While this category has its flaws, it’s been a fecund breeding ground for some near-unimpeachable pop confections, and Assbring has been responsible for her fair share. “God Knows (You Gotta Give To Get)”, for instance, is a slice of sheer Bacharachian whimsy; with a title winking at The Beach Boys’ masterpiece “God Only Knows”, it’s a track that seems to conceal a deep, all-consuming sadness beneath its bouncy melodic veneer. But on KoKoro, her first proper studio release since 2012’s Pale Fire, this thoroughgoing interest in pop’s American essence gets a spin. Drawing from the sonic palettes of various Asian countries, ranging from Thailand to India and China, she injects her trademark Brill Building aesthetic with a traditional Eastern flair to arrive at a sound that is both startlingly unique and warmly familiar.

For Assbring, this cosmopolitan emphasis was less about incorporating one specific socio-ethnic style and more about bringing a new level of accessibility to her music. “In a time that seems to go backwards humanistically and morally… I realized I wanted to make a borderless album that belongs nowhere but has a universal voice and a universal heart,” she said. This heart beats just beneath the surface of KoKoro‘s first single “Breadandbutter”, a hyperactive East-meets-West flourish of hopscotching Chinese strings, booming drums, ripples of reverb, and various sonic odds and ends that seem to manifest out of nowhere only to return back to the song’s inner fabric. “We all come for the bread and butter / Bread and butter”, she sings, the syllables slipping off her tongue so quickly that they fall into an uncanny valley between English and some foreign dialect, and even though her call for multicultural solidarity reads like a sappy contrivance, it sounds like an ego-obliterating incantation, one that if repeated enough could bring the singer into contact with some primordial hunger.
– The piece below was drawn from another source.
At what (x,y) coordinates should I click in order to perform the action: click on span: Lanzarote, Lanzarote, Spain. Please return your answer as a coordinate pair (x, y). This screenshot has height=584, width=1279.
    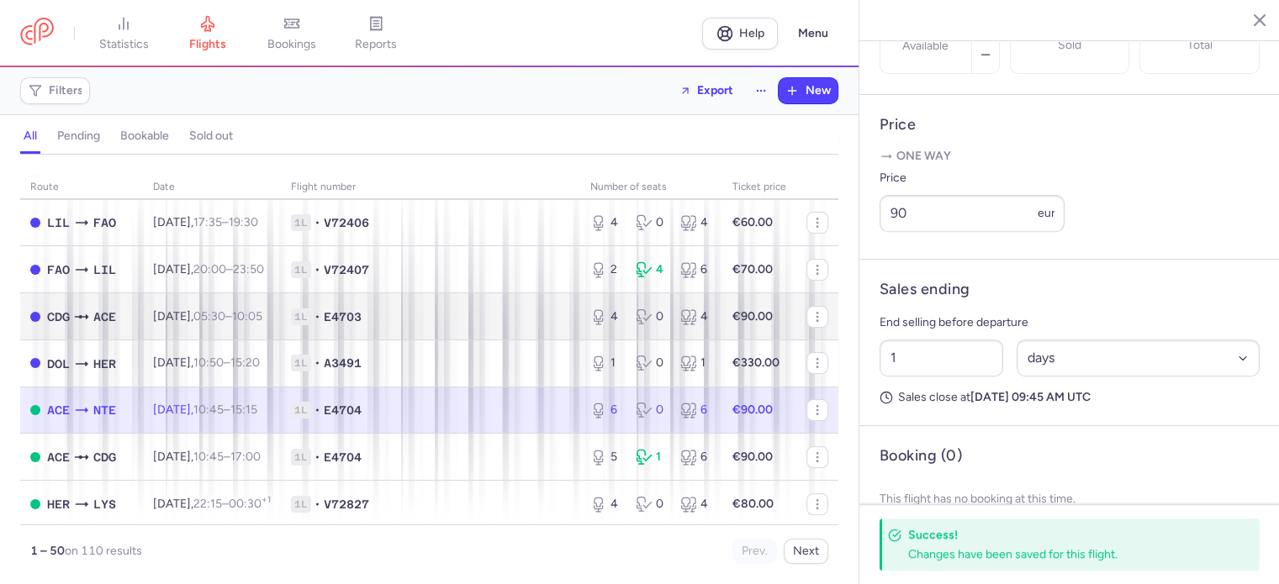
    Looking at the image, I should click on (58, 410).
This interest in soundscapes from the “Far East” pervades the LP. For the most part, though, Assbring avoids sounding like a shallow xenophile. This doesn’t seem like a record by a Swedish singer-songwriter preoccupied with American pop and intrigued by pan-Asian instruments and melodies; it seems like the work of a singular artist writing songs out of a new place in her life. These are El Perro Del Mar songs, unmistakably, and no amount of guzheng plucks, shakuhachi puffs, or Arabic string embellishments distract from that. For a case in point, listen to “Endless Ways”, a disarming dream-pop ballad spangled with harpsichord taps and sweet-toothed lyrics about striving to be a better person. “Hard Soft Hard” could be the opening number of a surreal lounge act in the middle of a dystopian, Tokyo-like metropolis. “Ging Ging”, likewise, seems to belong to some parallel reality of dying neon, smog-ridden skies, and gutted souls traipsing down overcrowded streets. “Happiness, whatever it means / It’s not enough”, she sings, offering the most concise summary we have of Assbring’s worldview: a vision of humanity where joy is overrated and melancholy yields infinite dimensions of truth and feeling.

Despite all the risks it takes, it would be wrong to call KoKoro an evolution for Assbring. The LP expands her sound, but it does little to wrench her out of the darker-shade-of-twee headspace where she’s resided for years. If you’re already a fan, this is a good thing. “Kouign-Amman”, for instance, ranks up there with some of the best El Perro Del Mar compositions. Taking its name from a French pastry, it’s a track that contains all that we’ve come to expect from Assbring — heartrending vocals, airy production, an enveloping sense of mood — while still somehow seeming brand new. Its centerpiece, a gorgeous, Supremes-esque verse melody, defies description while still demanding it. A tiptoeing desire hurrying to its target, a wisp of euphoria tripping steady feet, a bite of cotton-candy ether — none of these images do it justice, but they approximate its simple, uncompromising elegance. This, more often than not, is the effect of Assbring’s music: a sensation of being at a loss for words, spellbound by the sheer beauty of an otherworldly melody escaping from mortal lips.